[What the exercise asks]: The lines from the one containing "Describe the element at coordinates (469, 32)" through the last line below, both ends included, must be reproduced exactly, with no pictures.

[Data extracts]:
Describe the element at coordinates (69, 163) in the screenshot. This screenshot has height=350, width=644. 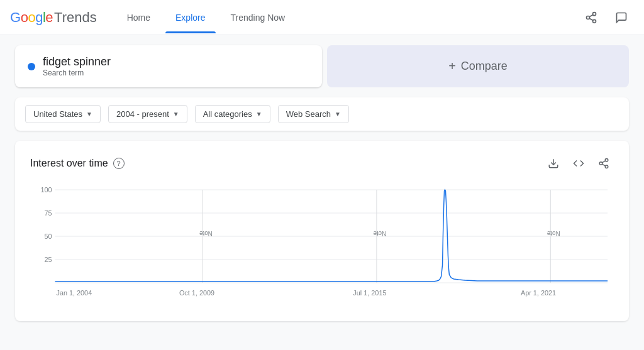
I see `chart-title: Interest over time` at that location.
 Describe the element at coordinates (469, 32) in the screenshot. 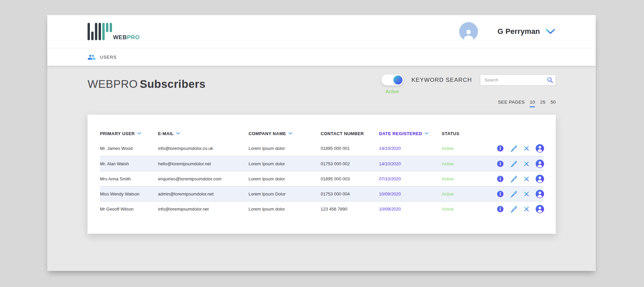

I see `avatar` at that location.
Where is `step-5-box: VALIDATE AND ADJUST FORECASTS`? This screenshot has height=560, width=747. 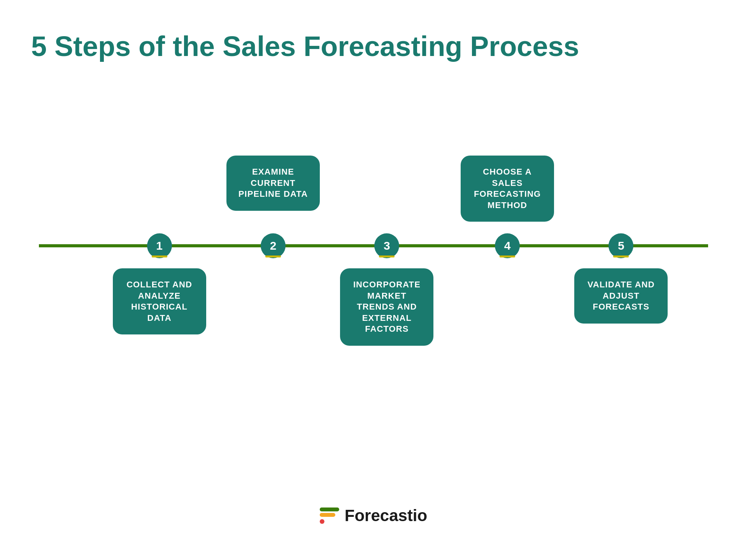
step-5-box: VALIDATE AND ADJUST FORECASTS is located at coordinates (621, 296).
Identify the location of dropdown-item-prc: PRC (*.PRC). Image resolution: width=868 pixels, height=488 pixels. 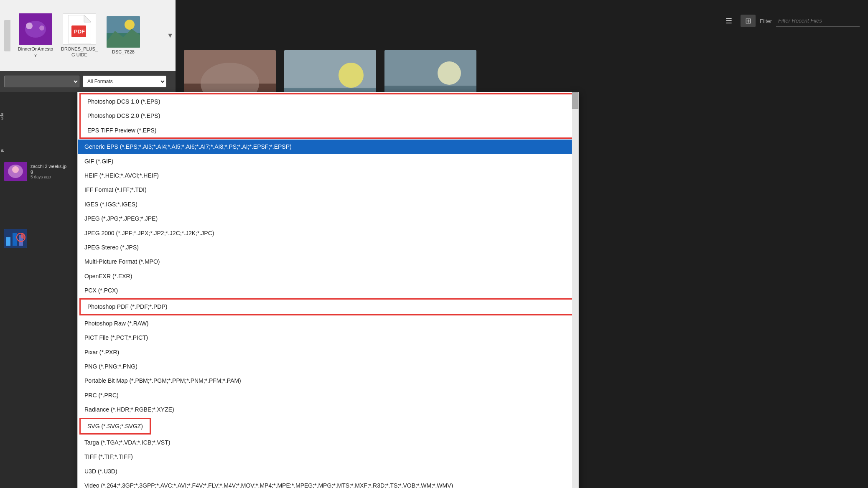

[Result]:
 Describe the element at coordinates (469, 32) in the screenshot. 

I see `avatar` at that location.
Where is `step-5-box: VALIDATE AND ADJUST FORECASTS`? This screenshot has height=560, width=747. 
step-5-box: VALIDATE AND ADJUST FORECASTS is located at coordinates (621, 296).
Identify the location of dropdown-item-prc: PRC (*.PRC). Image resolution: width=868 pixels, height=488 pixels. 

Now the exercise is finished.